Fallout 76recently kicked off itsnew seasonal update system. The opening season is called “The Legendary Run”, and gives the game another new arbitrary point-tracking system, this time called “S.C.O.R.E.”.
More significantly, it’s also opened up the option for players to create and join teams with unfamiliar players. I’ve been giving that a go and it’s… well, an improvement. A bit.
The more interesting part of this season is those public teams, as the game’s social system was previously a bit of a mess. I remember a notification popped up from the first player I met, saying that they’d invited me to be their friend. To this day I have no idea where I was supposed to go to actually see that invitation, or respond to it.
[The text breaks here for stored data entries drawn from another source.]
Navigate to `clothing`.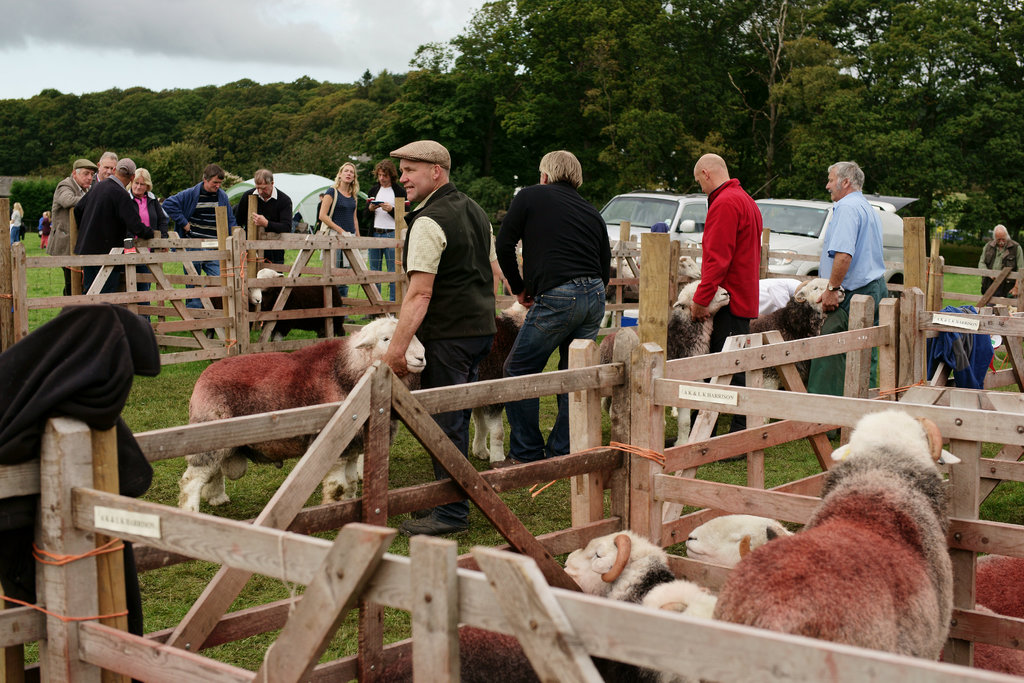
Navigation target: 694/180/765/429.
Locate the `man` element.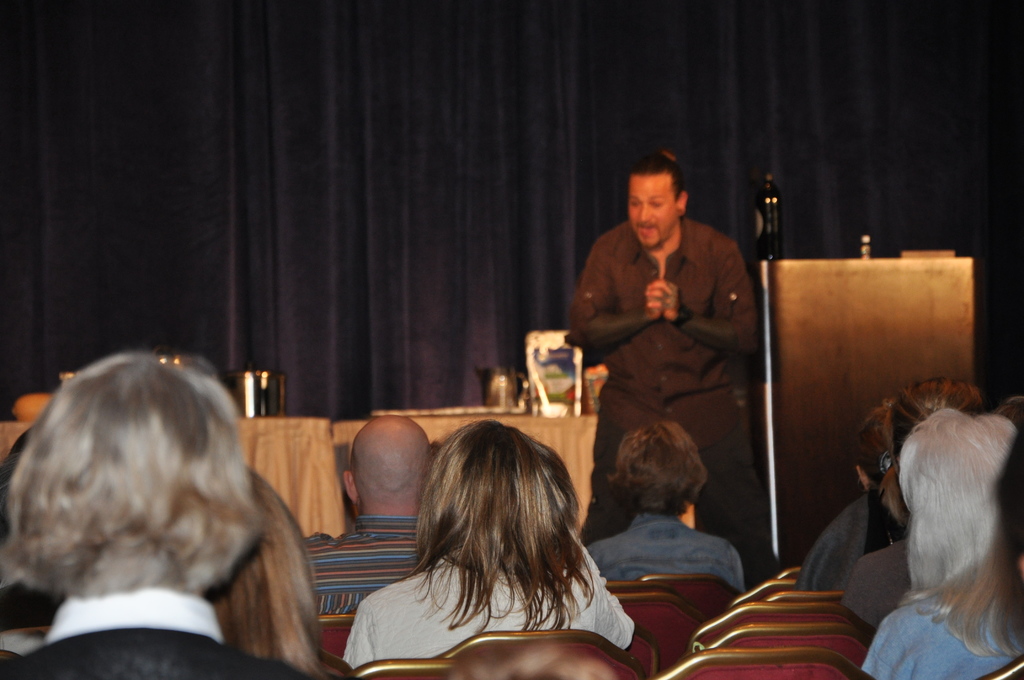
Element bbox: <bbox>541, 222, 790, 544</bbox>.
The public teams are an effort to improve that. The idea is that any player can start a team at any time, which invites everyone on the server to join (although team sizes are limited to 4), and gives joiners a stat bonus depending on the type of team you select. Combined with the easy and cheap fast travel system, it’s refreshingly easy to join each other.
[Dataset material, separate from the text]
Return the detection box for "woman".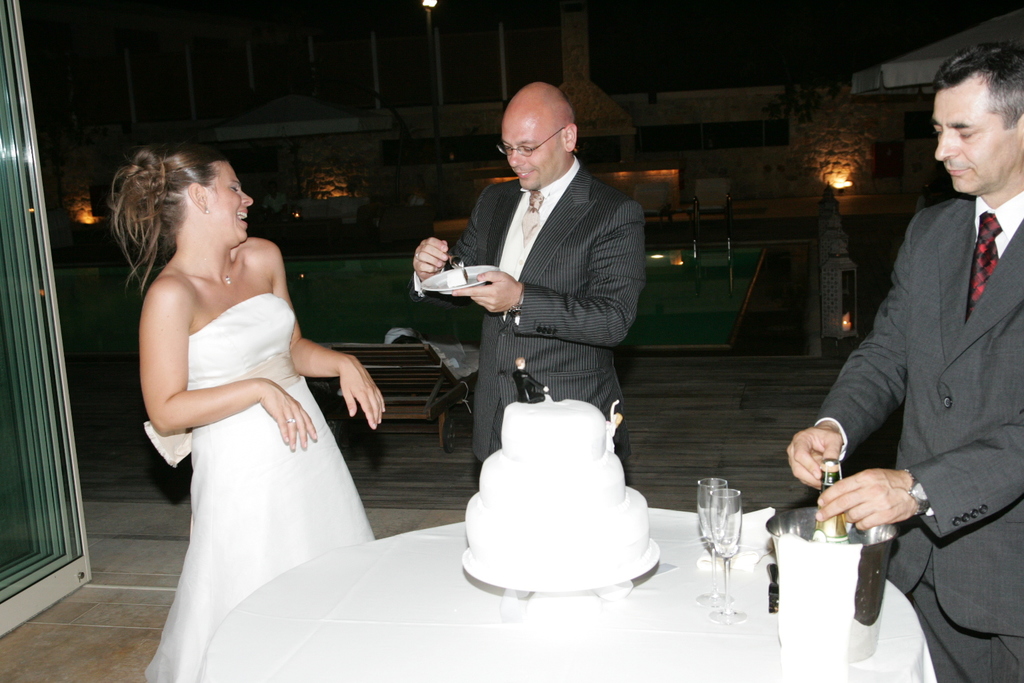
<region>125, 123, 360, 672</region>.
Actually communicating is another matter. There is no chat in game. I actually like that (especially the absence of voice chat). Maybe it’s to foster a sense of wilderness solitude, or maybe it’s just so that Bethesda don’t have to moderate the chat. But I like it. Because I playFallout 76mostly alone, happy to trade a bit and briefly help other players when I see them, and able to shoot back if anyone tries anything dodgy.
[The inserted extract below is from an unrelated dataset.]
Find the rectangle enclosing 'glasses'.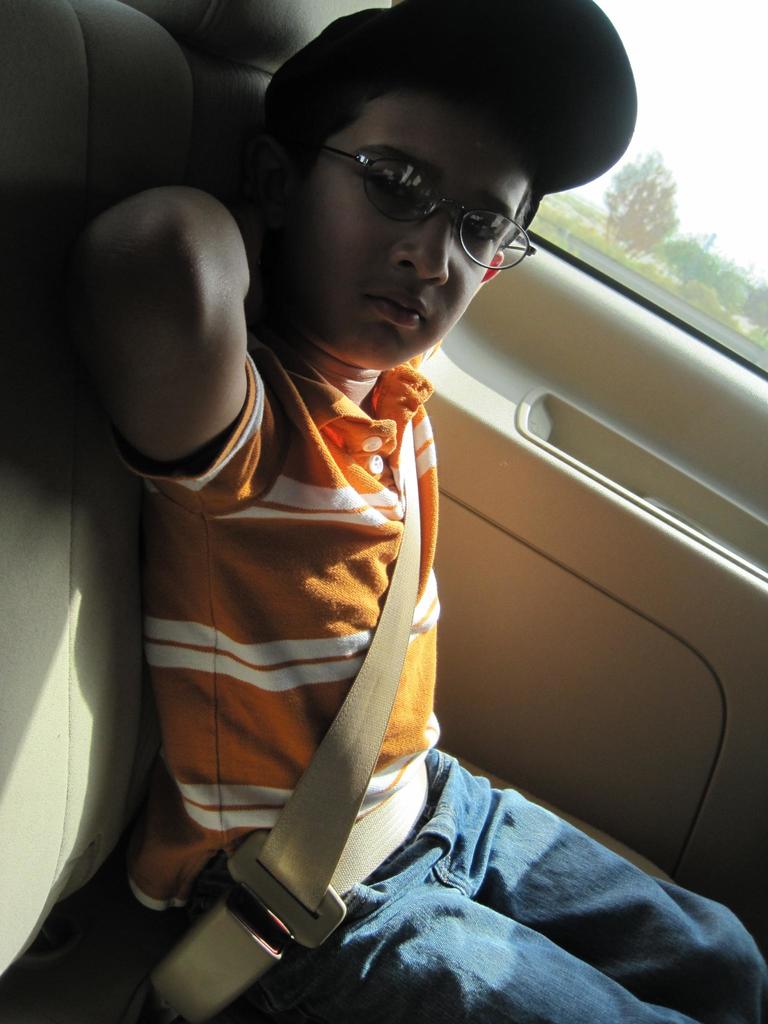
<region>296, 125, 563, 247</region>.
The downside of no chat system is that when you want to do more than that, it all falls apart. And however antisocial my playstyle, well, this is an MMO. Even I must accept that people want to chum up with strangers, and even I partake in it, now and then.
This team welcome me but I still have no idea what we were doing.

My experience with public teams so far has been a case of joining open teams, then spending between two and fifteen minutes trying to figure out what exactly we’re supposed to be doing together before getting kicked, frustrated, or told that an event attempt failed mere moments after I joined it.
I continue to have mixed feelings about the whole thing. Bethesda have promised more events and tweaks later in this season, and I do feel it is becoming a tangibly better game. But I’m not sure it’ll ever stop feeling like a game whose design is at war with itself.